So, when he wasn’t busy writing War and Peace (other Russian blockbusters are available), Leo Tolstoy had opinions. His one on Shakespeare wasn’t entirely complimentary.
This comes as part of a series called Designer Classics from Roads, a small publisher I confess I wasn’t previously aware of. It turns out that our Leo was quite a thinker and wrestled with the question in the title for, it says here, 15 years. A lot of things come into it, not least religion, “All history shows that the progress of humanity is accomplished not otherwise than under the guidance of religion.” I rather feel a PhD thesis, a weighty tome and possibly a TV series in the offing there. He’s not afraid of the big stuff!
As well as this, which I’ve picked pretty much at random, Tolstoy deals with that nature of taste, value and, indeed, the nature of a cultured class. This latter does rather put him in the context of his place and time; I think today we’d be rather more dismissive.
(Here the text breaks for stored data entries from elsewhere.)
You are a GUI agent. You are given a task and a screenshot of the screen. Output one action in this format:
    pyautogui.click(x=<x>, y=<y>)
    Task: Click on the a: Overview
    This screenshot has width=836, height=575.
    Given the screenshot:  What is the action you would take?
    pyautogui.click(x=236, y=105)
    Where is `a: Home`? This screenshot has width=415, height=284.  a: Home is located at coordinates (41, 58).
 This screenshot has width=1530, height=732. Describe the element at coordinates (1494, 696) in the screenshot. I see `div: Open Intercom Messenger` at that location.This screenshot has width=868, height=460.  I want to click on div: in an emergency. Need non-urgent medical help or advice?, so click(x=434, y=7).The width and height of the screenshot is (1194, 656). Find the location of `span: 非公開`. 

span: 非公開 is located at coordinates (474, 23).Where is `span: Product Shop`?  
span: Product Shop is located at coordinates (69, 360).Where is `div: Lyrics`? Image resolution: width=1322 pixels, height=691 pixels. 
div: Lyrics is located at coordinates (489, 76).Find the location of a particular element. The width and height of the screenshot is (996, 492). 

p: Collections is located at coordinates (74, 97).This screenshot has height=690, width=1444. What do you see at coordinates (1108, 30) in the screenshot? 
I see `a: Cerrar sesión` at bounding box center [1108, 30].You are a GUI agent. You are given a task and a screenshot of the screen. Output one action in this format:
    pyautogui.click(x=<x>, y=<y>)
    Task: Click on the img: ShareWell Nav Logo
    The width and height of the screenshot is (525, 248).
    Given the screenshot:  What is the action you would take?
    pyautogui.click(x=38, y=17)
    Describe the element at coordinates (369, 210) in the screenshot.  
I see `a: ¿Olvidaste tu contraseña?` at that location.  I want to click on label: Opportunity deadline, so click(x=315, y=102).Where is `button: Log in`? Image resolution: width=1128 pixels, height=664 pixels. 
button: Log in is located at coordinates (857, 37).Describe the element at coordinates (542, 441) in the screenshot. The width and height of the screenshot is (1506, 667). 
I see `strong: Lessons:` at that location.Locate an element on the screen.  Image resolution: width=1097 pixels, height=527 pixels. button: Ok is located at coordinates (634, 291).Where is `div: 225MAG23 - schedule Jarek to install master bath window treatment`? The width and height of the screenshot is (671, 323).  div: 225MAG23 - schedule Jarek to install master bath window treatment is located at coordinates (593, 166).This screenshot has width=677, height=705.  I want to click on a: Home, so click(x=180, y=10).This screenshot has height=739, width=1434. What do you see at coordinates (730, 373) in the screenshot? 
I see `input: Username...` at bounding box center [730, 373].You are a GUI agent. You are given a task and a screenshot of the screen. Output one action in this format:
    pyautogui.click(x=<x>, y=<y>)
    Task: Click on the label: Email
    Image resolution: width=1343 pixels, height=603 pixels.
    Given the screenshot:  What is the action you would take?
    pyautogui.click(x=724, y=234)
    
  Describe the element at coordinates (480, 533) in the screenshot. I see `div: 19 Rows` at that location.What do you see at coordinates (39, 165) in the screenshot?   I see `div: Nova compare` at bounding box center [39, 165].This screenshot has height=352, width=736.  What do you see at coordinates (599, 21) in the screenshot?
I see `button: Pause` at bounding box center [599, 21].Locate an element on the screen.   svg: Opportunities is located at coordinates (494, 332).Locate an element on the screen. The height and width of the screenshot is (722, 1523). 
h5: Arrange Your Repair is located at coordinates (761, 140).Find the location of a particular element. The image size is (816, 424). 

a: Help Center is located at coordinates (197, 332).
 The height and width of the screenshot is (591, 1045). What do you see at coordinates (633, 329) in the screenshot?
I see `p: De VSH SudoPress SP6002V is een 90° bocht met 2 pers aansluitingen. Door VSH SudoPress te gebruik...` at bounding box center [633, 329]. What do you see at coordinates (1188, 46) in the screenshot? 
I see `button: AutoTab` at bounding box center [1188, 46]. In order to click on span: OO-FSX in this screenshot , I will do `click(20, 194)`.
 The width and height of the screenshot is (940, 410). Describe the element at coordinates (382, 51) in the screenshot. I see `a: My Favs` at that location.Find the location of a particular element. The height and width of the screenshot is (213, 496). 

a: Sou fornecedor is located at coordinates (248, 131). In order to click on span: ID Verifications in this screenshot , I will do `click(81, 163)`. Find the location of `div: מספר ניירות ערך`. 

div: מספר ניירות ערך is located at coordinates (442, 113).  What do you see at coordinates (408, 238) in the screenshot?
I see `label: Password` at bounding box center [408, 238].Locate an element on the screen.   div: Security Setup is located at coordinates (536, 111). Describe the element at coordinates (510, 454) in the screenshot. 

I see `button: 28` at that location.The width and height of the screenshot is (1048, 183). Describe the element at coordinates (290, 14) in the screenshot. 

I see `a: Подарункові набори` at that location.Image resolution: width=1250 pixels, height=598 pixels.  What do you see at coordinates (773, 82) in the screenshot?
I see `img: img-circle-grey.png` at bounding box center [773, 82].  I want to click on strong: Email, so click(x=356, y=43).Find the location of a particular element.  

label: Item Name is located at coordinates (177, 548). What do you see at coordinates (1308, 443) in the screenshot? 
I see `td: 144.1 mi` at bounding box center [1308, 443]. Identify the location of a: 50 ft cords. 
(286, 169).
Doubtless there was a chattering class in nineteenth century Russia and, if there was, they’d have chattered in French, which probably tells you everything you need to know.
I’m not going to suggest that this is an entertaining read, not because it isn’t, but because it would be to do its author and its re-publication a disservice. It is, however, an intriguing and thought-provoking one and, to quote Laurence Sterne in a quite deliberately different context, one of the best of its kind.